## Problem requirements
All entries are to be printed again exactly, with their images omitted.

## Extracted entries
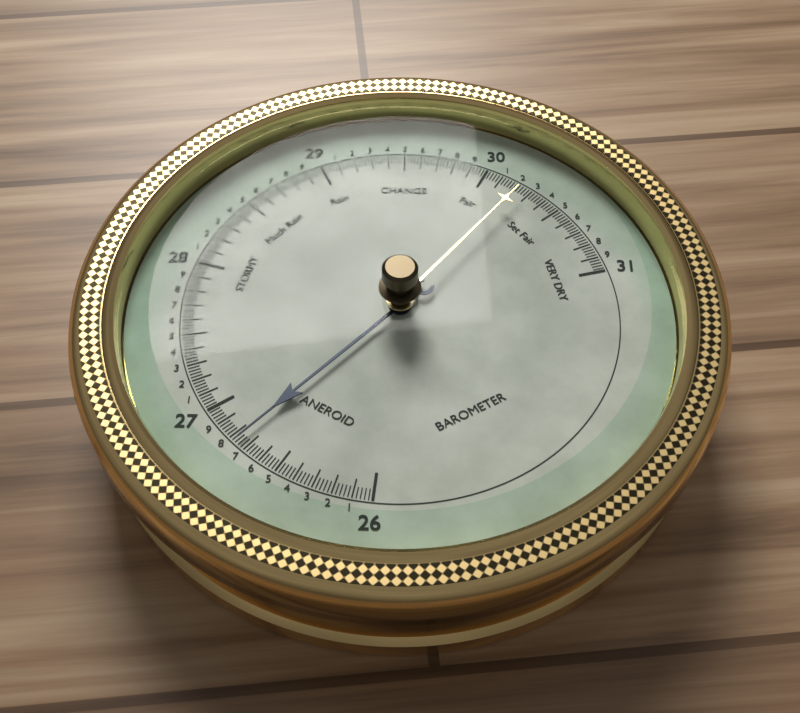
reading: 26.76 (no unit)
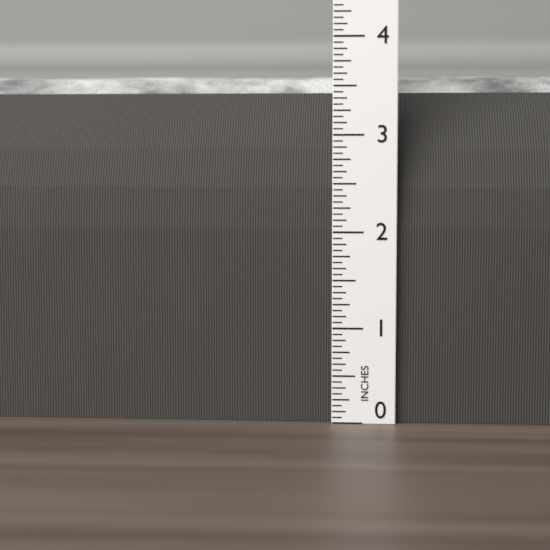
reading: 3.6875 in
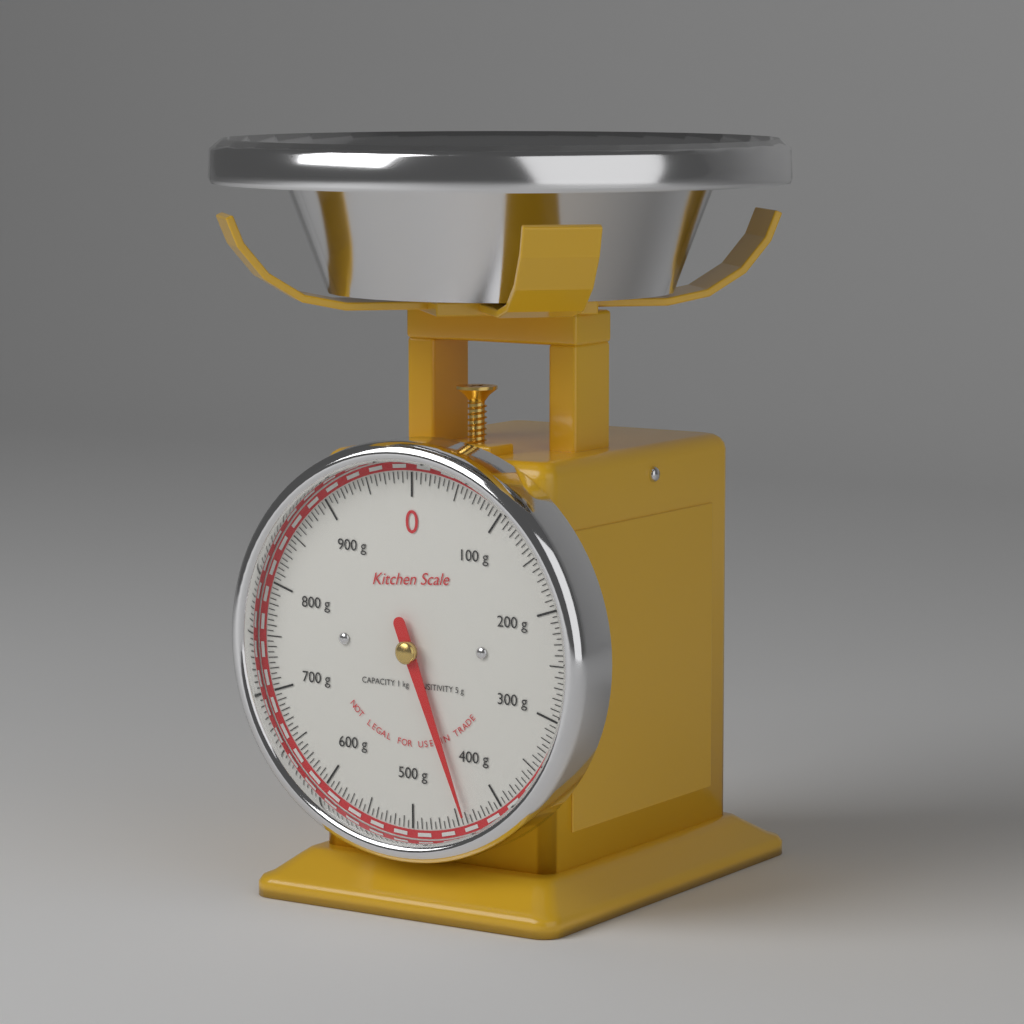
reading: 440 g
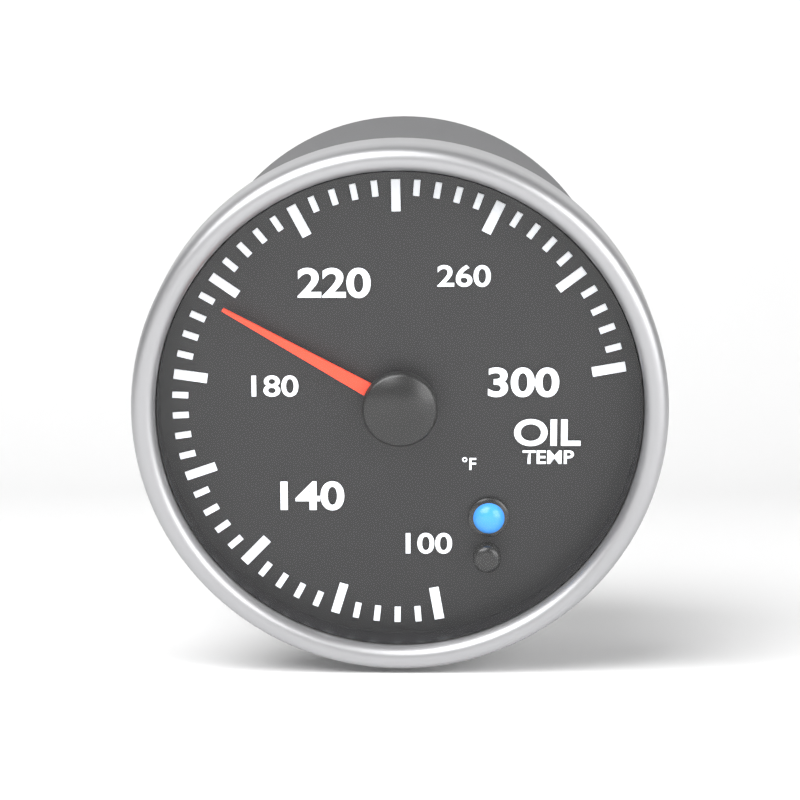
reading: 196 °F
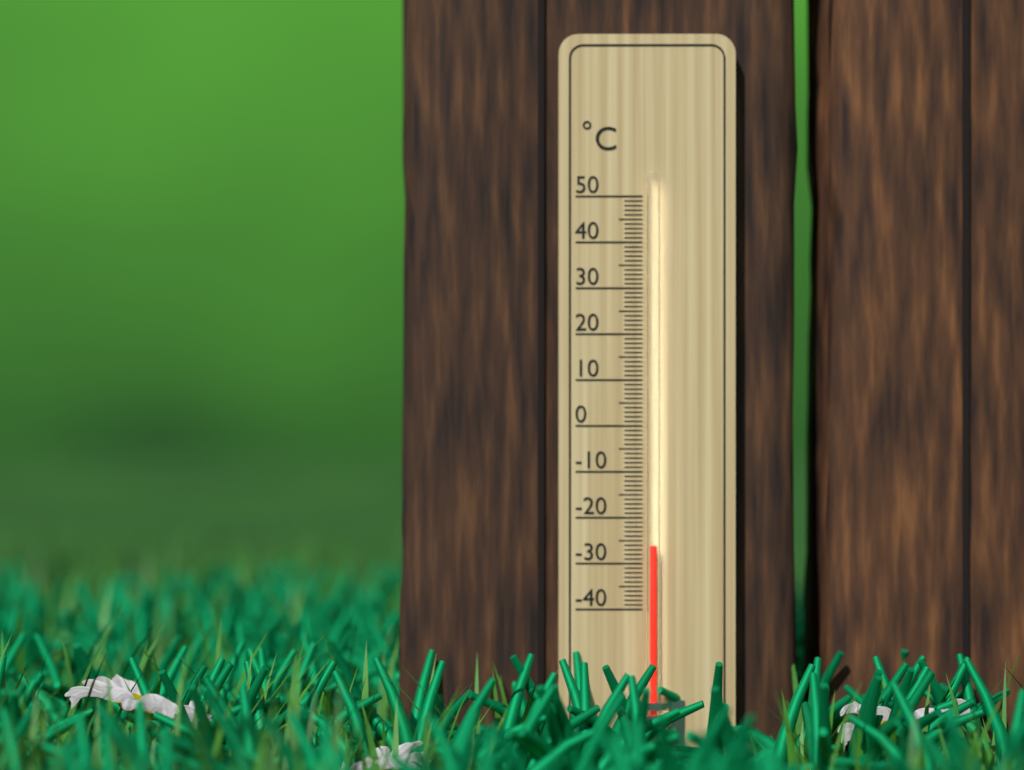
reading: -26 °C
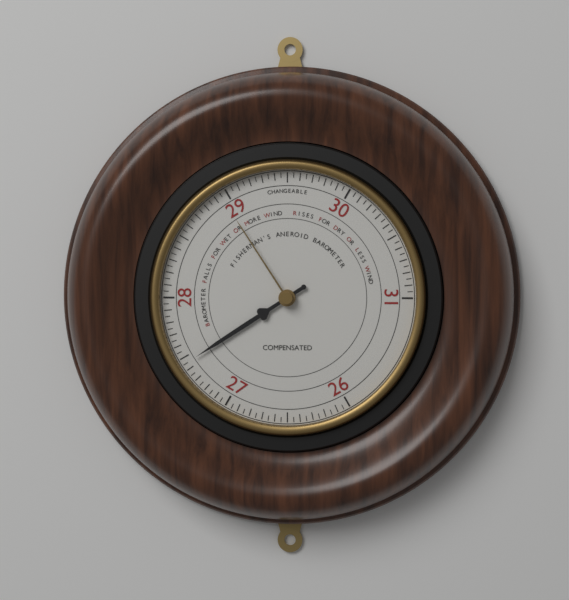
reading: 27.45 (no unit)
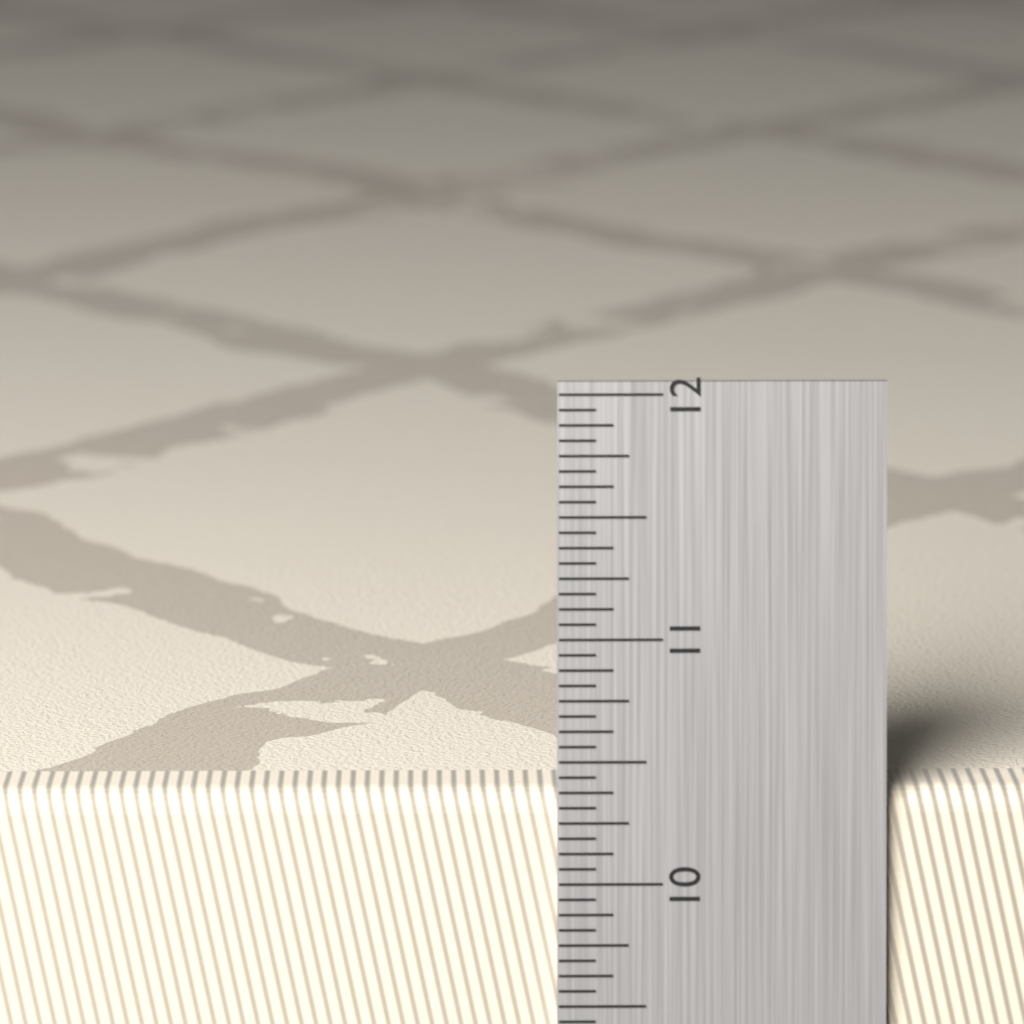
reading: 10.3750 in
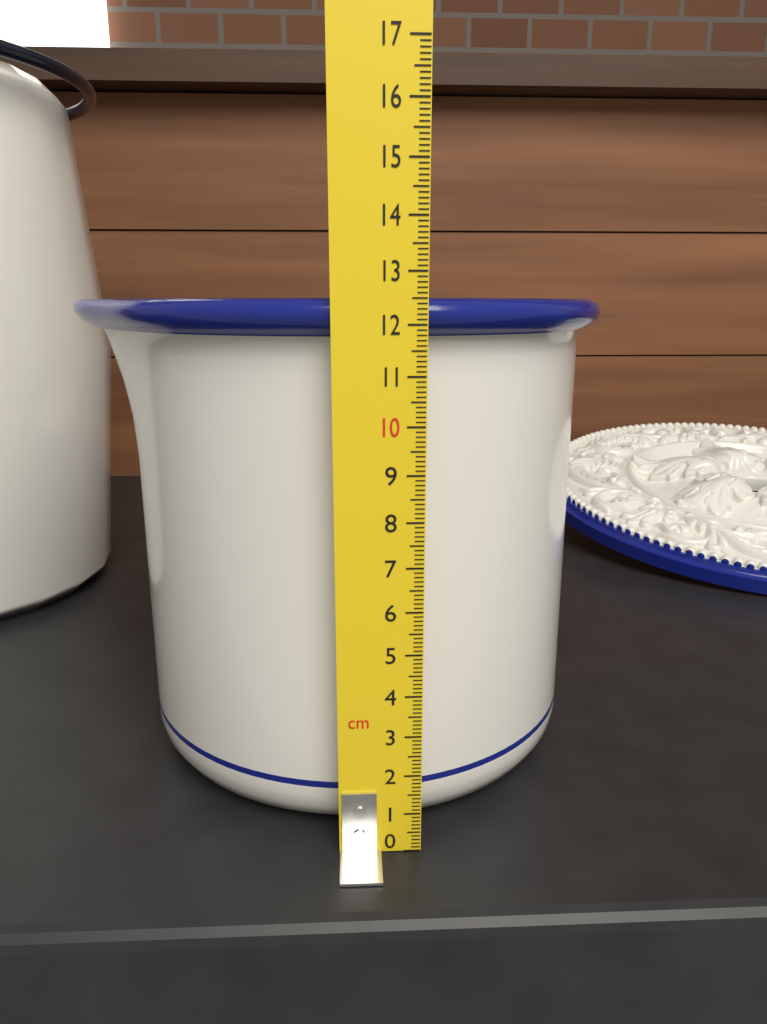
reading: 12.5 cm
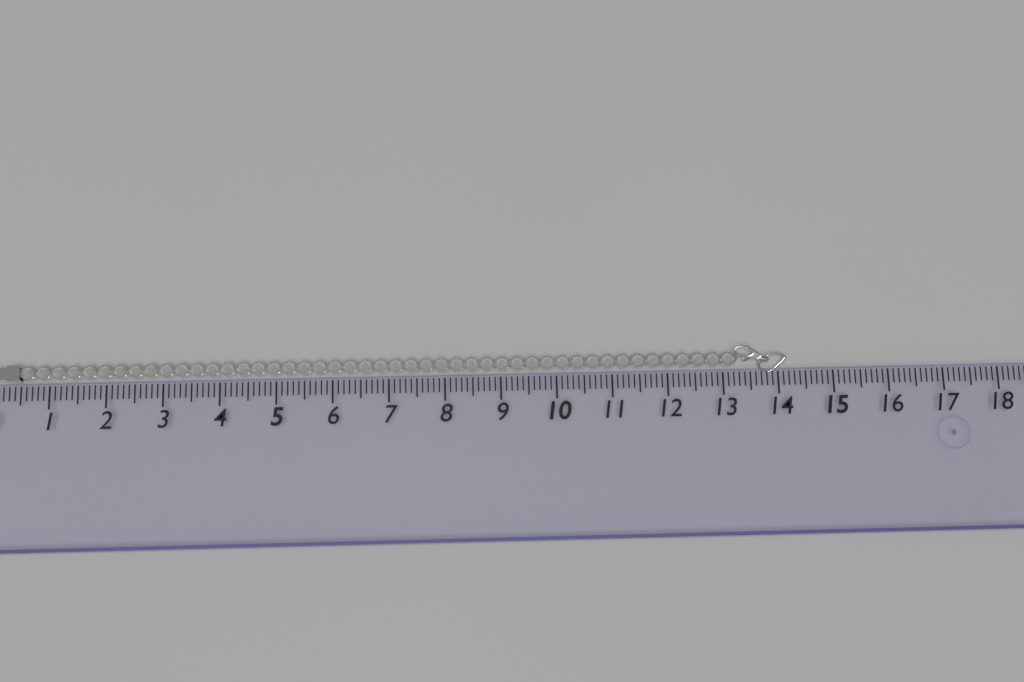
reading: 14.2 (no unit)
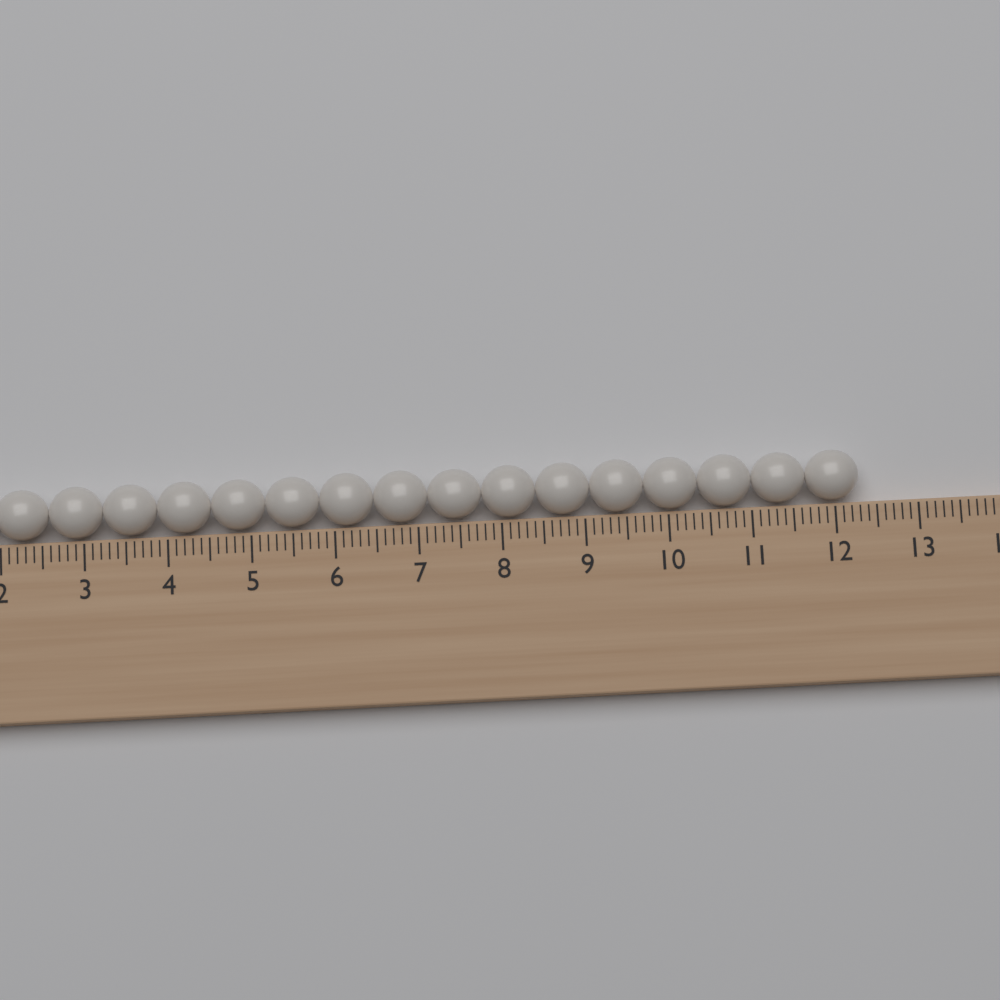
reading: 12.3 (no unit)
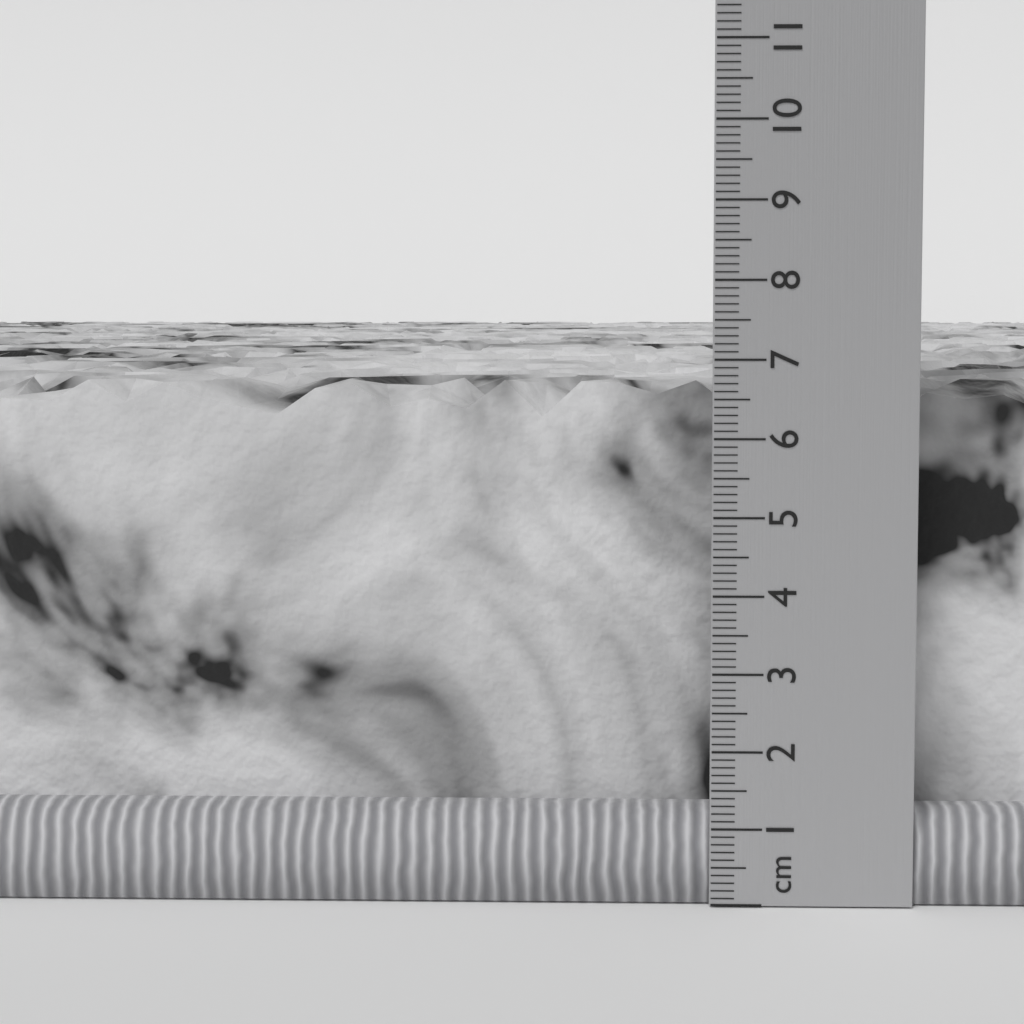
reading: 6.7 cm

## Solution to this task
reading: 26.76 (no unit)
reading: 3.6875 in
reading: 440 g
reading: 196 °F
reading: -26 °C
reading: 27.45 (no unit)
reading: 10.3750 in
reading: 12.5 cm
reading: 14.2 (no unit)
reading: 12.3 (no unit)
reading: 6.7 cm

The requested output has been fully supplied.